My son leaps into adulthood
Even now I have a difficult time deciding what the greater shock was - my son's turning 18 or his "special request" to make a parachute jump by way of celebration.
"Why don't you say something?" Alyosha prodded as I smiled passively and gazed off into the distance.
I'm not sure why I was so hesitant about my son's wish. After all, I had always encouraged him to seek the new, try the untried, and open doors at every opportunity. Perhaps I was just reflecting an attitude about something that I would personally never do.
"You scuba dive," my son reasoned. "What's the difference?"
That was an easy one. "The difference," I countered, "is that if something goes wrong underwater, I can go back up. But if something goes wrong when you jump out of a perfectly good airplane..."
It didn't matter. I knew that I would give in, if only because I would have looked ridiculous if I had made an issue out of what was, at root, a unique and probably safe request. Before the day was out I had called a skydiving agency and reserved a slot on Alyosha's birthday.
Sept. 5 dawned warm and clear and stayed that way as I drove Alyosha and his 7-year-old brother, Anton, out to the airfield. The instructor was there to greet us, a big man resplendent in his multicolored jumpsuit. "It's a great day for a jump," Dan said. "You ready?"
Alyosha couldn't have been more eager. This would be a tandem jump, meaning the instructor would be harnessed to my son's back. Such an assisted jump required only minimal preparation - just a 20-minute video followed by 15 minutes of instruction by Dan.
I watched the video with Alyosha. It was more a glorification of the sport of skydiving than practical, "how to" information. This is where Dan came in. He handed Alyosha his own spiffy jumpsuit and then served up the critical pointers. "When I open the plane door," he said, "crawl out to the edge and put your feet on the wing support. When I say 'Go,' don't actually jump, or else you could hit the tail wing. Just fall, and we'll clear the plane."
Gulp. I could already feel the sweat pooling in my palms, and I wasn't even the one jumping ... er, falling.
Dan continued. "We'll free-fall for about 40 seconds. When I tap you on the shoulder, grab the ripcord ring and pull it. If you don't pull it within three seconds, I will." The list went on, including the following vital tidbit: "If you have to throw up, turn your head to the left."
I was trying to keep it all straight in my own head while watching Alyosha's reaction to the directives. But his enthusiasm only grew in tandem with my anxiety. The next thing I knew, he and Dan were climbing into an itsy-bitsy single-engine airplane with only one seat - for the pilot - who looked to be about 16. Anton and I watched as the plane droned and bounced off down the runway. Within five minutes it had lifted off into the wild blue yonder.

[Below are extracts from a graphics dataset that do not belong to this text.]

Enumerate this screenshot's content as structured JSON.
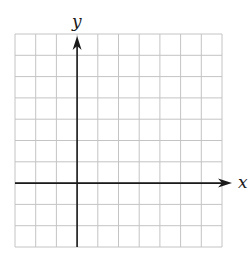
{
  "diagram": {
    "type": "coordinate-grid",
    "title": "",
    "x_axis_label": "x",
    "y_axis_label": "y",
    "grid": {
      "columns": 10,
      "rows": 10,
      "left": 15,
      "top": 34,
      "right": 222,
      "bottom": 247,
      "line_color": "#c4c4c4"
    },
    "axes": {
      "y_axis_column_index": 3,
      "x_axis_row_index": 7,
      "color": "#1a1a1a"
    }
  }
}
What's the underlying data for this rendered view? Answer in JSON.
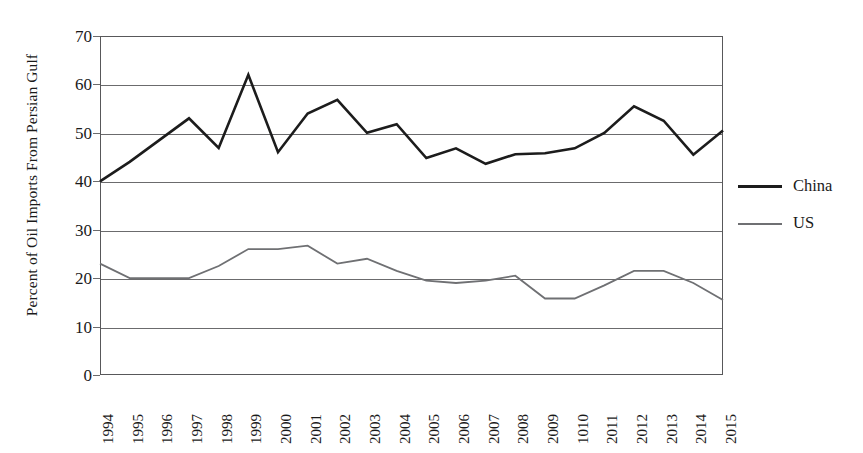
{
  "chart_data": {
    "type": "line",
    "title": "",
    "xlabel": "",
    "ylabel": "Percent of Oil Imports From Persian Gulf",
    "ylim": [
      0,
      70
    ],
    "ytick_step": 10,
    "yticks": [
      0,
      10,
      20,
      30,
      40,
      50,
      60,
      70
    ],
    "grid": true,
    "legend_position": "right",
    "categories": [
      "1994",
      "1995",
      "1996",
      "1997",
      "1998",
      "1999",
      "2000",
      "2001",
      "2002",
      "2003",
      "2004",
      "2005",
      "2006",
      "2007",
      "2008",
      "2009",
      "1010",
      "2011",
      "2012",
      "2013",
      "2014",
      "2015"
    ],
    "series": [
      {
        "name": "China",
        "color": "#1c1c1c",
        "width": 2.6,
        "values": [
          40.0,
          44.0,
          48.5,
          53.0,
          46.9,
          62.0,
          46.0,
          54.0,
          56.8,
          50.0,
          51.8,
          44.8,
          46.8,
          43.6,
          45.6,
          45.8,
          46.8,
          50.0,
          55.5,
          52.5,
          45.5,
          50.5
        ]
      },
      {
        "name": "US",
        "color": "#6f7073",
        "width": 1.8,
        "values": [
          23.0,
          20.0,
          20.0,
          20.0,
          22.5,
          26.0,
          26.0,
          26.7,
          23.0,
          24.0,
          21.5,
          19.5,
          19.0,
          19.5,
          20.5,
          15.8,
          15.8,
          18.5,
          21.5,
          21.5,
          19.0,
          15.5
        ]
      }
    ]
  },
  "legend": {
    "entries": [
      {
        "label": "China"
      },
      {
        "label": "US"
      }
    ]
  }
}
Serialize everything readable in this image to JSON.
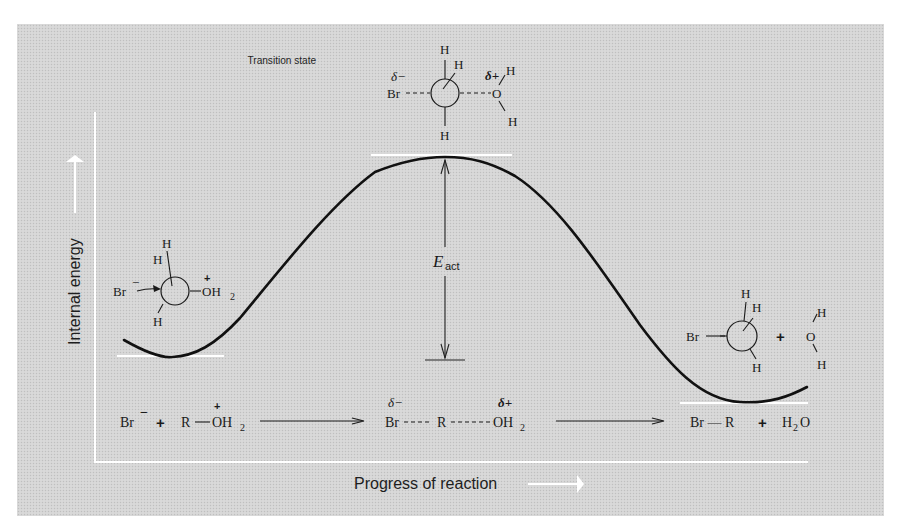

By this time clouds had rolled in, low and dark. I could hear the pilot's transmissions over the ground-based radio. With due frequency he reported his position and altitude. Three thousand feet, five thousand, seven...
"Is that a lot?" asked Anton. I nodded, realizing that the plane would be going much higher.
The thing was, we couldn't hear the plane. Only silence reigned overhead. And then, far above us, far above the clouds, the low growl of the engine. The radio crackled. "Ten thousand five hundred feet," said the pilot. And then, "Jumpers away."
I felt my throat catch. Both Anton and I were straining our necks, scouring the sky for signs of life. Alyosha, the little boy I had so often supported in my arms or carried on my back, was now in free-fall, and accelerating, borne on the wings of his faith in a folded sheet of fabric in a nylon sack.
'There!" shouted Anton, and I immediately saw it: the black flickering line of the tiny pilot chute. Then came blessed relief as the blue-and-white main parachute blossomed like an immense flower. That was the moment I had been waiting for, and I was finally able to share Alyosha's joy in full.
And what joy it was. We could hear him, way up there, hooting and hollering. Then the acrobatics commenced: the swooping, horizontal flight, the spinning about an imaginary still point, the pendulum-like descents. It was one of the most beautiful things I had ever seen, and when Alyosha made his final descent there was no pitch and roll, no clumsy thud, but rather the gentlest reunion with the earth, feather-like, as if he would momentarily be wafted skyward again.
After detaching the parachute, Alyosha came up to me for a paternal embrace. "It was awesome," he gushed. And then, "Dad, you should try it."
Still deep-breathing from the ordeal of watching my son leap into the atmosphere from two miles up, all I could manage was, "Alyosha, I feel like I already have."